November 24, 2004
Anders F Björklund wrote:
> I've written some test code for encodings...
> 
> They take a mapping (wchar[256]) from ubyte,
> which defines the 8-bit charset / encoding.
> 
> Then it can convert to and from Unicode.
> (such as the default char[] strings in D)
> 
> 
> The unoptimized D code looks like this:
> 
>> /// converts a 8-bit charset encoding string into unicode
>> char[] decode_string(ubyte[] string, wchar[256] mapping)
<snip>

Why restrict yourself to 8-bit character sets that don't include U+10000 or above?

Stewart.
November 24, 2004
Stewart Gordon wrote:

>> I've written some test code for encodings...
>> 
>> They take a mapping (wchar[256]) from ubyte,
>> which defines the 8-bit charset / encoding.
>>
> Why restrict yourself to 8-bit character sets
> that don't include U+10000 or above?

Because it was a quick and dirty hack, with the
sole purpose of being able to provide input and
output with consoles that don't talk Unicode...

ICU has a better "full" implementation of this ?
(as used by the Mango library posted here earlier)

--anders
November 24, 2004
"Anders F Björklund" <afb@algonet.se> wrote in message | Also, the Makefile
seems a little broken since it recompiles everything?
| It should reference the object files, and not the source code directly.
|
| Something like:
|
| > %.o : %.d
| > $(DMD) -c $(DFLAGS) -o $@ $<
| >
| > libmango.a : $(OBJECTS)
| > $(AR) -r $@ $(OBJECTS)
|
| Perhaps adapted to use the $(OBJ) dir?

That's because it's often faster to recompile everything than doing it piecemeal :-)

One of the benefits of D is the speed at which it ploughs through source, leaving tools like make in its wake (so to speak). The latest Win32 make file does things somewhat differently, and is more along the lines of which you speak (builds things a package at a time, rather than the whole enchilada), and the linux makefile is expected to migrate to a similar strategy.

There again, I have limited experience with make; and would be more than happy if someone were to do it properly.


November 24, 2004
"Anders F Björklund" <afb@algonet.se> wrote in message
news:co23ph$1k5f$1@digitaldaemon.com...
| Kris wrote:
|
| > I'm not sure that anyone has tried it on Darwin as yet. Perhaps the
linux
| > makefile will work? This one is compatible with the Beta 9.5 download
| > (accessible via the dsource download section), and I'll update it
tomorrow
| > with the Beta 9.6 equivalent (to match the current checkins)
|
| I copied the linux makefile to darwin.make, and tried it.
| Throwed some errors and then gdc hung on FileConduit.d...
|
| I think it was, will post the actual errors on Mango forum

Thanks; I'll check it out ...

|
| > Given that the ICU stuff is so recent, it has not been linked to the
*nix
| > libs. The effort to get there is a known (and limited) quantity, but
hasn't
| > happened yet. Everything else compiles and links just fine on linux, and
the
| > vast majority of it runs without issue (there is one known problem
regarding
| > Mango.cluster on that platform).
|
| Looks like most of it is POSIX-ish, should be compilable ?

Yep. We have to provide a little bit of linker glue, in place of the Win32 DLL binding-mechanism. The file ULocale has an example of how this should work. It's not much effort, but it just hasn't been done.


▸ **What to do**
Produce the records again in full, exactly as shown below.

━━ Dataset excerpts

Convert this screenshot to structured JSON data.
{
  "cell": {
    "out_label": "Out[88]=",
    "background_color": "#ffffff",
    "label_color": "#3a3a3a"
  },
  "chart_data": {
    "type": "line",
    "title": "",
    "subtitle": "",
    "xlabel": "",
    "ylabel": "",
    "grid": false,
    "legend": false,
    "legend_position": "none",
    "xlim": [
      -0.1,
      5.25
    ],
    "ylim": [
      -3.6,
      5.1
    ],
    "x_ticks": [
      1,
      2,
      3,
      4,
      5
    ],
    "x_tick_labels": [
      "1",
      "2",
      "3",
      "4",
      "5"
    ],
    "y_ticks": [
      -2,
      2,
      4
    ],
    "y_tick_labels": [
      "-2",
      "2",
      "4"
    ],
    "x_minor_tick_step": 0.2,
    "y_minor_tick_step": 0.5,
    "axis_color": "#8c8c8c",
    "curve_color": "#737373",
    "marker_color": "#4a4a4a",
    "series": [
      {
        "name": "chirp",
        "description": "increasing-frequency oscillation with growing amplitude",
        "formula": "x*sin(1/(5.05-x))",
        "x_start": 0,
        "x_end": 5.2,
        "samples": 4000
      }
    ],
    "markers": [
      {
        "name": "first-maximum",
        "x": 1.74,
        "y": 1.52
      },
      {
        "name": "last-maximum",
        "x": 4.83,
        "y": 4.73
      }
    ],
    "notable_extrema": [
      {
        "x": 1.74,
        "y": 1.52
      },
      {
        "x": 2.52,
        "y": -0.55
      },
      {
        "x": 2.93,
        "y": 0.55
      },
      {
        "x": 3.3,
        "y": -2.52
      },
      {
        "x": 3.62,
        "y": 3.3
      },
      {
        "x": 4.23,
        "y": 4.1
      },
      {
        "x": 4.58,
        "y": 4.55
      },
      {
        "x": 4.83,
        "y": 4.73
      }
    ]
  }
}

━━━━

▸ **Expected answer**
Convert this screenshot to structured JSON data.
{
  "cell": {
    "out_label": "Out[88]=",
    "background_color": "#ffffff",
    "label_color": "#3a3a3a"
  },
  "chart_data": {
    "type": "line",
    "title": "",
    "subtitle": "",
    "xlabel": "",
    "ylabel": "",
    "grid": false,
    "legend": false,
    "legend_position": "none",
    "xlim": [
      -0.1,
      5.25
    ],
    "ylim": [
      -3.6,
      5.1
    ],
    "x_ticks": [
      1,
      2,
      3,
      4,
      5
    ],
    "x_tick_labels": [
      "1",
      "2",
      "3",
      "4",
      "5"
    ],
    "y_ticks": [
      -2,
      2,
      4
    ],
    "y_tick_labels": [
      "-2",
      "2",
      "4"
    ],
    "x_minor_tick_step": 0.2,
    "y_minor_tick_step": 0.5,
    "axis_color": "#8c8c8c",
    "curve_color": "#737373",
    "marker_color": "#4a4a4a",
    "series": [
      {
        "name": "chirp",
        "description": "increasing-frequency oscillation with growing amplitude",
        "formula": "x*sin(1/(5.05-x))",
        "x_start": 0,
        "x_end": 5.2,
        "samples": 4000
      }
    ],
    "markers": [
      {
        "name": "first-maximum",
        "x": 1.74,
        "y": 1.52
      },
      {
        "name": "last-maximum",
        "x": 4.83,
        "y": 4.73
      }
    ],
    "notable_extrema": [
      {
        "x": 1.74,
        "y": 1.52
      },
      {
        "x": 2.52,
        "y": -0.55
      },
      {
        "x": 2.93,
        "y": 0.55
      },
      {
        "x": 3.3,
        "y": -2.52
      },
      {
        "x": 3.62,
        "y": 3.3
      },
      {
        "x": 4.23,
        "y": 4.1
      },
      {
        "x": 4.58,
        "y": 4.55
      },
      {
        "x": 4.83,
        "y": 4.73
      }
    ]
  }
}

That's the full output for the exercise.